|
Creditors are now monitoring consumers' credit reports looking for late payments and problems on your other accounts, according to Steve Rhode, president of Myvesta.org, a nonprofit financial management organization. "When you're late on one account, it sends a signal to your other creditors that you've become a bigger risk," he said in a prepared statement to the press, "so they jack up the interest rates on your cards even if you've never been late with them."
The cost of one late payment can be extremely large when you add in the penalty interest rates. If you have one credit card with a $2,500 balance at a regular 14 percent interest rate, and you only make the minimum 2.5 percent monthly payment, it would take you almost 16 years to pay off the balance and cost you an additional $1,980 in interest. If you take the same balance and monthly payment, but use a penalty interest rate of 28 percent, it would take 101 years to pay off the balance and cost an additional $30,165 in interest.

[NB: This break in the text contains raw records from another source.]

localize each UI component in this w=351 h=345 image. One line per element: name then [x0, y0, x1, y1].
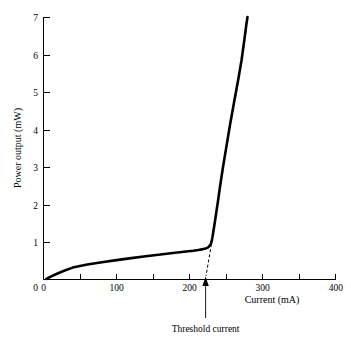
x-axis-group: 0 100 200 300 400 Current (mA)	[41, 274, 343, 306]
x-tick-label-400: 400	[329, 283, 344, 293]
y-axis-group: 7 6 5 4 3 2 1 0 Power output (mW)	[12, 13, 50, 293]
x-tick-label-200: 200	[182, 283, 197, 293]
threshold-current-label: Threshold current	[172, 324, 240, 334]
x-axis-title: Current (mA)	[245, 294, 300, 306]
y-tick-label-5: 5	[33, 88, 38, 98]
figure-container: 7 6 5 4 3 2 1 0 Power output (mW) 0	[0, 0, 351, 345]
y-tick-label-7: 7	[33, 13, 38, 23]
power-current-chart: 7 6 5 4 3 2 1 0 Power output (mW) 0	[0, 0, 351, 345]
y-tick-label-3: 3	[33, 163, 38, 173]
data-series-group	[46, 17, 247, 279]
y-tick-label-6: 6	[33, 51, 38, 61]
x-tick-label-0: 0	[41, 283, 46, 293]
y-tick-label-0: 0	[33, 283, 38, 293]
y-tick-label-1: 1	[33, 238, 38, 248]
power-output-curve	[46, 17, 247, 279]
y-tick-label-4: 4	[33, 126, 38, 136]
y-tick-label-2: 2	[33, 201, 38, 211]
x-tick-label-300: 300	[256, 283, 271, 293]
threshold-arrow-head	[202, 277, 208, 287]
y-axis-title: Power output (mW)	[12, 108, 24, 188]
x-tick-label-100: 100	[109, 283, 124, 293]
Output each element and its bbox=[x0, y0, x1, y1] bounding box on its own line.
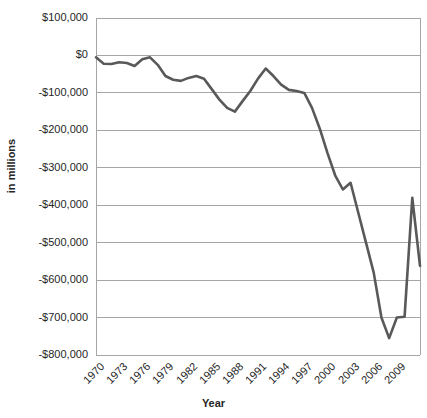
x-tick-label: 1997 bbox=[285, 360, 315, 390]
x-tick-label: 1979 bbox=[146, 360, 176, 390]
x-tick-label: 1982 bbox=[169, 360, 199, 390]
x-tick-label: 1985 bbox=[192, 360, 222, 390]
x-tick-label: 1973 bbox=[100, 360, 130, 390]
x-axis-title: Year bbox=[0, 397, 427, 409]
deficit-line-chart: in millions $100,000$0-$100,000-$200,000… bbox=[0, 0, 427, 418]
x-tick-label: 2003 bbox=[331, 360, 361, 390]
x-axis-tick-labels: 1970197319761979198219851988199119941997… bbox=[0, 0, 427, 418]
x-tick-label: 2009 bbox=[378, 360, 408, 390]
x-tick-label: 1970 bbox=[77, 360, 107, 390]
x-tick-label: 2006 bbox=[354, 360, 384, 390]
x-tick-label: 2000 bbox=[308, 360, 338, 390]
x-tick-label: 1988 bbox=[216, 360, 246, 390]
x-tick-label: 1994 bbox=[262, 360, 292, 390]
x-tick-label: 1976 bbox=[123, 360, 153, 390]
x-tick-label: 1991 bbox=[239, 360, 269, 390]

Just one late payment means a lot more than just a $39 late fee or amark on your credit report, according to Rhode. "When you add in the extra costs from the inflated interest rates, that late payment can cost thousands of dollars and could prevent you from ever paying off that debt."
Creditors to monitor their customers credit reports. Technological gains made over the past few years have made it easier and inexpensive for creditors to monitor customers' credit reports."Creditors can automatically scan your credit report every month or even every day if they want," said Rhode. "They know the status of your payments to your other creditors almost the instant you slip up."